Collection
After the Rain.
Cycles of falling and blooming, loss and renewal
13 poems
Leaves fall but flowers grow. A blossom drops from its branch and glows brighter on the ground. These poems trace the rhythm of the natural year—and the human one—where every ending seeds a beginning. They are not naive about loss, but they insist on what comes after: the rainbow, the spring, the quiet proof that the world knows how to begin again.
The leaves fell
Seasonal juxtaposition — death and bloom in the same breath. Cyclical renewal in miniature.
Colors After Rain
Rainbow as personal metaphor. Hardship washes away the dull; vibrancy follows.
A rainbow comes
Personification of the earth smiling. A rainbow reverses time, restoring the wonder of childhood sight.
The Rainbow colors
A rainbow as emotional spectrum. The full range of feeling compressed into a single breath.
Flower fell
Reversal of expectation. A blossom falls from its branch and glows brighter among the rocks.
And Just Like That
Spring personified as singer. Seasonal rebirth compressed into a single snap of arrival.
The seasons changed
Direct address to a changing landscape. Autumn color becomes visible wisdom rather than loss.
Autumn red
Synesthesia of color and sound. Autumn sings in crimson, then exits without encore.
The clouds parted
Weather as emotional sequence. The clouds part, the sun appears, and joy demands to be voiced aloud.
Another day
Sunrise triggers imagination. The external event becomes an internal spark.
Night falls
Gratitude compressed to its smallest possible form. Night as punctuation, not ending.
In their bouquet
Juxtaposition of togetherness and isolation. Flowers gleam in the bouquet; alone, they dim.
My how
Growth redefined through gardening metaphor. Height dismissed; seeds sown are the true measure.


Problem statement. Look through the material below and return every line that contains "selected".

Supplied records.
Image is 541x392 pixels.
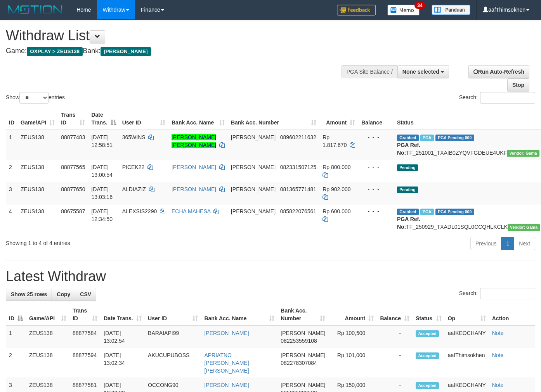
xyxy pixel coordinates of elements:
[18,107,58,130] th: Game/API: activate to sort column ascending
[361,163,391,171] div: - - -
[228,107,320,130] th: Bank Acc. Number: activate to sort column ascending
[6,160,18,182] td: 2
[52,288,75,301] a: Copy
[6,182,18,204] td: 3
[6,130,18,160] td: 1
[492,330,504,336] a: Note
[397,186,418,193] span: Pending
[122,208,157,214] span: ALEXSIS2290
[91,186,112,200] span: [DATE] 13:03:16
[6,348,26,378] td: 2
[56,291,70,298] span: Copy
[328,304,377,326] th: Amount: activate to sort column ascending
[80,291,91,298] span: CSV
[468,65,529,78] a: Run Auto-Refresh
[514,237,536,251] a: Next
[397,209,419,215] span: Grabbed
[11,291,47,298] span: Show 25 rows
[101,47,151,56] span: [PERSON_NAME]
[172,208,211,214] a: ECHA MAHESA
[26,304,70,326] th: Game/API: activate to sort column ascending
[61,135,85,141] span: 88877483
[6,28,353,43] h1: Withdraw List
[231,186,276,193] span: [PERSON_NAME]
[145,326,201,348] td: BARAIAPI99
[445,304,489,326] th: Op: activate to sort column ascending
[361,186,391,193] div: - - -
[323,186,351,193] span: Rp 902.000
[19,92,49,104] select: Showentries
[436,135,474,141] span: PGA Pending
[91,208,112,222] span: [DATE] 12:34:50
[445,348,489,378] td: aafThimsokhen
[6,288,52,301] a: Show 25 rows
[402,69,440,75] span: None selected
[6,107,18,130] th: ID
[281,360,317,366] span: Copy 082278307084 to clipboard
[398,65,449,78] button: None selected
[323,208,351,214] span: Rp 600.000
[397,165,418,171] span: Pending
[416,383,439,389] span: Accepted
[280,186,317,193] span: Copy 081365771481 to clipboard
[26,348,70,378] td: ZEUS138
[377,326,413,348] td: -
[480,288,536,299] input: Search:
[432,5,471,15] img: panduan.png
[280,208,317,214] span: Copy 085822076561 to clipboard
[18,160,58,182] td: ZEUS138
[145,304,201,326] th: User ID: activate to sort column ascending
[280,164,317,170] span: Copy 082331507125 to clipboard
[18,130,58,160] td: ZEUS138
[91,164,112,178] span: [DATE] 13:00:54
[172,186,216,193] a: [PERSON_NAME]
[492,382,504,388] a: Note
[6,236,220,247] div: Showing 1 to 4 of 4 entries
[61,186,85,193] span: 88877650
[415,2,425,9] span: 34
[502,237,515,251] a: 1
[361,134,391,141] div: - - -
[480,92,536,104] input: Search:
[6,204,18,233] td: 4
[204,330,248,336] a: [PERSON_NAME]
[388,5,420,15] img: Button%20Memo.svg
[122,164,145,170] span: PICEK22
[436,209,474,215] span: PGA Pending
[169,107,228,130] th: Bank Acc. Name: activate to sort column ascending
[416,353,439,359] span: Accepted
[459,92,536,104] label: Search:
[320,107,358,130] th: Amount: activate to sort column ascending
[6,304,26,326] th: ID: activate to sort column descending
[61,208,85,214] span: 88675587
[508,78,529,91] a: Stop
[61,164,85,170] span: 88877565
[281,352,325,358] span: [PERSON_NAME]
[6,47,353,55] h4: Game: Bank:
[416,330,439,337] span: Accepted
[397,216,420,230] b: PGA Ref. No:
[328,348,377,378] td: Rp 101,000
[145,348,201,378] td: AKUCUPUBOSS
[231,208,276,214] span: [PERSON_NAME]
[204,352,248,373] a: APRIATNO [PERSON_NAME] [PERSON_NAME]
[27,47,83,56] span: OXPLAY > ZEUS138
[341,65,398,78] div: PGA Site Balance /
[328,326,377,348] td: Rp 100,500
[397,142,420,156] b: PGA Ref. No:
[6,269,536,285] h1: Latest Withdraw
[101,326,145,348] td: [DATE] 13:02:54
[172,164,216,170] a: [PERSON_NAME]
[489,304,536,326] th: Action
[281,330,325,336] span: [PERSON_NAME]
[459,288,536,299] label: Search:
[172,135,216,148] a: [PERSON_NAME] [PERSON_NAME]
[91,135,112,148] span: [DATE] 12:58:51
[231,164,276,170] span: [PERSON_NAME]
[278,304,328,326] th: Bank Acc. Number: activate to sort column ascending
[204,382,248,388] a: [PERSON_NAME]
[101,348,145,378] td: [DATE] 13:02:34
[492,352,504,358] a: Note
[508,224,540,230] span: Vendor URL: https://trx31.1velocity.biz
[6,326,26,348] td: 1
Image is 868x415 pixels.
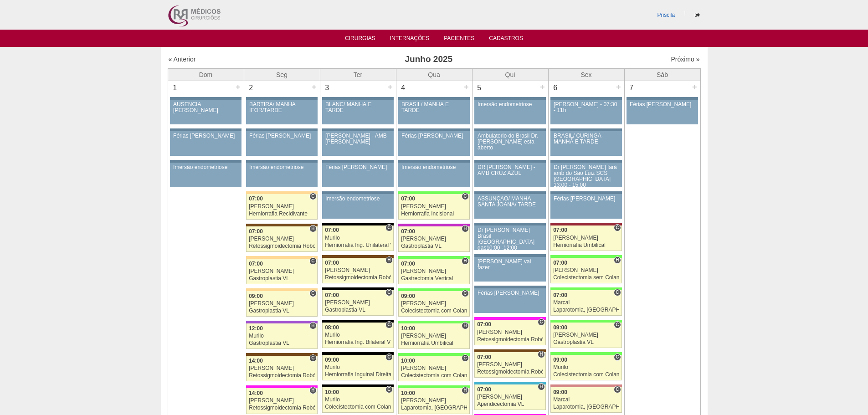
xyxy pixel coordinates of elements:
th: Qua [396,68,472,81]
span: 07:00 [477,354,491,361]
div: Colecistectomia com Colangiografia VL [325,404,391,410]
span: 14:00 [248,357,263,364]
a: Internações [390,35,430,44]
div: Férias [PERSON_NAME] [249,133,315,139]
span: Consultório [614,224,620,231]
span: Hospital [310,387,317,394]
div: Key: Aviso [551,160,622,162]
span: 07:00 [553,292,568,298]
div: Key: Pro Matre [246,385,317,388]
div: Gastroplastia VL [325,307,391,313]
div: 6 [549,81,562,94]
span: 07:00 [248,196,263,202]
div: Key: Aviso [246,160,317,162]
a: C 09:00 Murilo Herniorrafia Inguinal Direita [323,355,393,380]
div: Gastroplastia VL [248,340,315,346]
span: 07:00 [325,227,339,233]
span: Consultório [385,321,392,328]
div: Laparotomia, [GEOGRAPHIC_DATA], Drenagem, Bridas [553,404,620,410]
a: C 08:00 Murilo Herniorrafia Ing. Bilateral VL [323,322,393,348]
div: [PERSON_NAME] [477,329,543,335]
div: Key: Blanc [323,384,393,387]
a: Pacientes [444,35,475,44]
a: Férias [PERSON_NAME] [551,194,622,219]
a: Férias [PERSON_NAME] [246,131,317,156]
div: Colecistectomia sem Colangiografia VL [553,275,620,281]
div: Retossigmoidectomia Robótica [248,243,315,249]
div: Gastroplastia VL [553,339,620,345]
div: Ambulatorio do Brasil Dr. [PERSON_NAME] esta aberto [477,133,543,151]
a: Imersão endometriose [323,194,393,219]
div: [PERSON_NAME] [248,236,315,242]
div: Key: Blanc [323,287,393,290]
span: Consultório [310,193,317,200]
div: [PERSON_NAME] [401,236,467,242]
span: Consultório [614,354,620,361]
div: Imersão endometriose [174,164,238,170]
span: Consultório [385,224,392,231]
div: Key: Aviso [398,128,470,131]
span: Consultório [538,318,545,326]
a: C 09:00 Murilo Colecistectomia com Colangiografia VL [551,355,622,380]
div: Key: Blanc [323,352,393,355]
div: Colecistectomia com Colangiografia VL [401,372,467,378]
span: Consultório [385,354,392,361]
div: + [234,81,242,93]
div: Key: Santa Joana [246,353,317,355]
div: Herniorrafia Incisional [401,211,467,217]
span: Consultório [462,355,469,361]
div: Key: IFOR [246,321,317,323]
span: Consultório [462,193,469,200]
div: Key: Aviso [323,160,393,162]
div: Key: Aviso [551,128,622,131]
div: Herniorrafia Ing. Unilateral VL [325,242,391,248]
th: Dom [168,68,244,81]
div: Key: Brasil [551,287,622,290]
div: Key: Pro Matre [475,317,545,320]
a: BARTIRA/ MANHÃ IFOR/TARDE [246,99,317,124]
div: Key: Aviso [170,160,241,162]
a: Cadastros [489,35,523,44]
span: 07:00 [325,292,339,298]
div: BRASIL/ CURINGA- MANHÃ E TARDE [554,133,619,145]
div: BARTIRA/ MANHÃ IFOR/TARDE [249,101,315,113]
div: BRASIL/ MANHÃ E TARDE [402,101,466,113]
div: Herniorrafia Umbilical [401,340,467,346]
div: AUSENCIA [PERSON_NAME] [174,101,238,113]
h3: Junho 2025 [296,53,562,66]
div: Key: Santa Joana [246,224,317,226]
a: Férias [PERSON_NAME] [626,99,698,124]
span: 12:00 [248,325,263,332]
a: H 14:00 [PERSON_NAME] Retossigmoidectomia Robótica [246,388,317,413]
div: Férias [PERSON_NAME] [174,133,238,139]
div: [PERSON_NAME] [401,333,467,338]
div: Key: Sírio Libanês [551,223,622,225]
span: Consultório [614,321,620,328]
div: Key: Aviso [323,97,393,99]
div: Key: Aviso [626,97,698,99]
span: 07:00 [248,228,263,235]
div: Key: Santa Joana [323,255,393,258]
div: Key: Brasil [398,256,470,259]
div: Colecistectomia com Colangiografia VL [553,372,620,378]
div: Dr [PERSON_NAME] Brasil [GEOGRAPHIC_DATA] das10:00 -12:00 [477,227,543,252]
span: 08:00 [325,324,339,331]
a: Férias [PERSON_NAME] [398,131,470,156]
div: Key: Aviso [323,191,393,194]
div: 1 [168,81,182,94]
div: Key: Aviso [475,160,545,162]
div: Herniorrafia Inguinal Direita [325,372,391,378]
div: Key: Aviso [170,128,241,131]
div: + [691,81,699,93]
a: Imersão endometriose [246,162,317,187]
div: Key: Brasil [551,352,622,355]
span: Hospital [385,257,392,264]
div: BLANC/ MANHÃ E TARDE [325,101,391,113]
a: [PERSON_NAME] - AMB [PERSON_NAME] [323,131,393,156]
div: ASSUNÇÃO/ MANHÃ SANTA JOANA/ TARDE [477,196,543,208]
a: [PERSON_NAME] - 07:30 - 11h [551,99,622,124]
a: Imersão endometriose [475,99,545,124]
span: 09:00 [248,293,263,299]
div: Murilo [325,332,391,338]
div: DR [PERSON_NAME] - AMB CRUZ AZUL [477,164,543,176]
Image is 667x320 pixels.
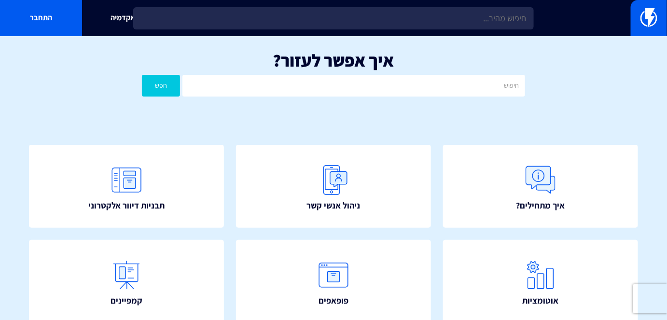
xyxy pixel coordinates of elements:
h1: איך אפשר לעזור? [14,51,652,70]
span: ניהול אנשי קשר [307,199,360,212]
span: תבניות דיוור אלקטרוני [88,199,165,212]
span: איך מתחילים? [516,199,565,212]
span: פופאפים [318,294,348,307]
a: איך מתחילים? [443,145,638,228]
a: תבניות דיוור אלקטרוני [29,145,224,228]
input: חיפוש מהיר... [133,7,533,29]
button: חפש [142,75,180,96]
input: חיפוש [182,75,524,96]
a: ניהול אנשי קשר [236,145,431,228]
span: קמפיינים [110,294,142,307]
span: אוטומציות [522,294,559,307]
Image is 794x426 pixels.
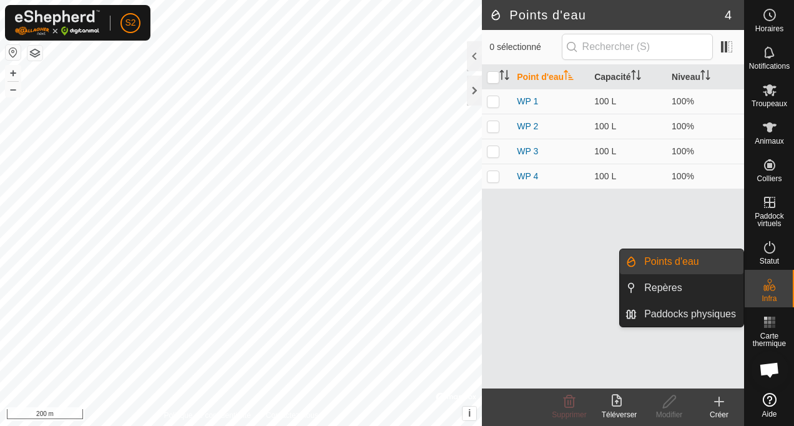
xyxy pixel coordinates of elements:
[468,407,470,418] span: i
[754,137,784,145] span: Animaux
[700,72,710,82] p-sorticon: Activer pour trier
[636,249,743,274] a: Points d'eau
[644,254,699,269] span: Points d'eau
[694,409,744,420] div: Créer
[594,409,644,420] div: Téléverser
[620,275,743,300] li: Repères
[644,306,736,321] span: Paddocks physiques
[755,25,783,32] span: Horaires
[749,62,789,70] span: Notifications
[462,406,476,420] button: i
[589,139,666,163] td: 100 L
[517,146,538,156] a: WP 3
[644,409,694,420] div: Modifier
[666,65,744,89] th: Niveau
[517,121,538,131] a: WP 2
[748,332,791,347] span: Carte thermique
[552,410,586,419] span: Supprimer
[759,257,779,265] span: Statut
[163,409,250,421] a: Politique de confidentialité
[636,301,743,326] a: Paddocks physiques
[489,7,724,22] h2: Points d'eau
[6,82,21,97] button: –
[671,170,739,183] div: 100%
[512,65,589,89] th: Point d'eau
[266,409,318,421] a: Contactez-nous
[27,46,42,61] button: Couches de carte
[756,175,781,182] span: Colliers
[751,351,788,388] div: Ouvrir le chat
[761,410,776,417] span: Aide
[589,89,666,114] td: 100 L
[748,212,791,227] span: Paddock virtuels
[724,6,731,24] span: 4
[6,66,21,80] button: +
[6,45,21,60] button: Réinitialiser la carte
[751,100,787,107] span: Troupeaux
[671,145,739,158] div: 100%
[517,96,538,106] a: WP 1
[636,275,743,300] a: Repères
[620,249,743,274] li: Points d'eau
[125,16,135,29] span: S2
[499,72,509,82] p-sorticon: Activer pour trier
[644,280,681,295] span: Repères
[517,171,538,181] a: WP 4
[761,295,776,302] span: Infra
[620,301,743,326] li: Paddocks physiques
[671,95,739,108] div: 100%
[671,120,739,133] div: 100%
[744,388,794,422] a: Aide
[589,163,666,188] td: 100 L
[563,72,573,82] p-sorticon: Activer pour trier
[562,34,713,60] input: Rechercher (S)
[15,10,100,36] img: Logo Gallagher
[489,41,561,54] span: 0 sélectionné
[589,65,666,89] th: Capacité
[589,114,666,139] td: 100 L
[631,72,641,82] p-sorticon: Activer pour trier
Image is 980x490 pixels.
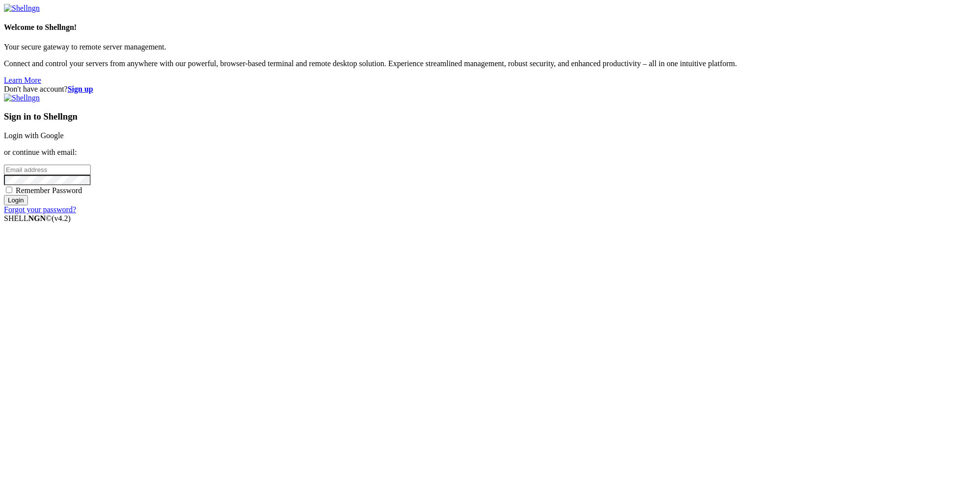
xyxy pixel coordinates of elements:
[4,23,976,32] h4: Welcome to Shellngn!
[4,4,40,13] img: Shellngn
[4,59,976,68] p: Connect and control your servers from anywhere with our powerful, browser-based terminal and remo...
[4,94,40,102] img: Shellngn
[4,165,91,175] input: Email address
[4,205,76,213] a: Forgot your password?
[4,76,41,84] a: Learn More
[4,43,976,51] p: Your secure gateway to remote server management.
[4,214,70,223] span: SHELL ©
[4,195,28,205] input: Login
[4,85,976,94] div: Don't have account?
[4,148,976,157] p: or continue with email:
[52,214,71,223] span: 4.2.0
[6,186,13,193] input: Remember Password
[4,111,976,122] h3: Sign in to Shellngn
[4,131,64,140] a: Login with Google
[68,85,93,93] a: Sign up
[28,214,46,223] b: NGN
[16,186,82,194] span: Remember Password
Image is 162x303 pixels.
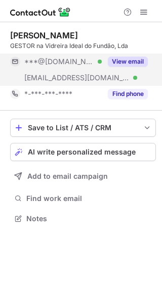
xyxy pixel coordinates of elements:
[27,172,108,181] span: Add to email campaign
[10,119,156,137] button: save-profile-one-click
[10,143,156,161] button: AI write personalized message
[24,73,129,82] span: [EMAIL_ADDRESS][DOMAIN_NAME]
[108,89,148,99] button: Reveal Button
[26,214,152,223] span: Notes
[28,148,136,156] span: AI write personalized message
[10,192,156,206] button: Find work email
[10,30,78,40] div: [PERSON_NAME]
[28,124,138,132] div: Save to List / ATS / CRM
[10,167,156,186] button: Add to email campaign
[26,194,152,203] span: Find work email
[10,6,71,18] img: ContactOut v5.3.10
[108,57,148,67] button: Reveal Button
[10,41,156,51] div: GESTOR na Vidreira Ideal do Fundão, Lda
[24,57,94,66] span: ***@[DOMAIN_NAME]
[10,212,156,226] button: Notes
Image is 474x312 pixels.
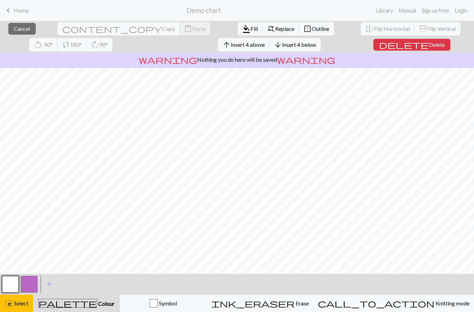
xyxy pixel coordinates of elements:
[318,299,434,308] span: call_to_action
[45,280,53,289] span: add
[211,299,295,308] span: ink_eraser
[218,38,270,51] button: Insert 4 above
[274,40,282,50] span: arrow_downward
[365,24,374,34] span: flip
[414,22,460,35] button: Flip Vertical
[313,295,474,312] button: Knitting mode
[299,22,334,35] button: Outline
[70,41,82,48] span: 180°
[374,25,410,32] span: Flip Horizontal
[57,38,87,51] button: 180°
[303,24,312,34] span: border_outer
[429,41,445,48] span: Delete
[33,295,120,312] button: Colour
[3,56,471,64] p: Nothing you do here will be saved
[452,3,470,17] a: Login
[62,40,70,50] span: sync
[14,7,29,14] span: Home
[97,300,114,307] span: Colour
[238,22,263,35] button: Fill
[379,40,429,50] span: delete
[8,23,36,35] button: Cancel
[120,295,207,312] button: Symbol
[373,39,450,51] button: Delete
[62,24,162,34] span: content_copy
[29,38,58,51] button: -90°
[419,3,452,17] a: Sign up free
[187,6,221,14] h2: Demo chart
[269,38,321,51] button: Insert 4 below
[373,3,396,17] a: Library
[91,40,99,50] span: rotate_right
[5,299,13,308] span: highlight_alt
[99,41,108,48] span: 90°
[222,40,231,50] span: arrow_upward
[13,300,28,307] span: Select
[277,55,335,65] span: warning
[361,22,415,35] button: Flip Horizontal
[396,3,419,17] a: Manual
[231,41,265,48] span: Insert 4 above
[312,25,329,32] span: Outline
[158,300,177,307] span: Symbol
[427,25,456,32] span: Flip Vertical
[250,25,258,32] span: Fill
[207,295,313,312] button: Erase
[295,300,309,307] span: Erase
[4,6,12,15] span: keyboard_arrow_left
[434,300,469,307] span: Knitting mode
[262,22,299,35] button: Replace
[39,299,97,308] span: palette
[139,55,197,65] span: warning
[86,38,112,51] button: 90°
[58,22,180,35] button: Copy
[267,24,275,34] span: find_replace
[275,25,294,32] span: Replace
[34,40,42,50] span: rotate_left
[418,25,428,33] span: flip
[42,41,53,48] span: -90°
[162,25,175,32] span: Copy
[282,41,316,48] span: Insert 4 below
[14,25,30,32] span: Cancel
[4,5,29,16] a: Home
[242,24,250,34] span: format_color_fill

Reply to the task.
[402,69,440,75] span: None selected
[398,65,449,78] button: None selected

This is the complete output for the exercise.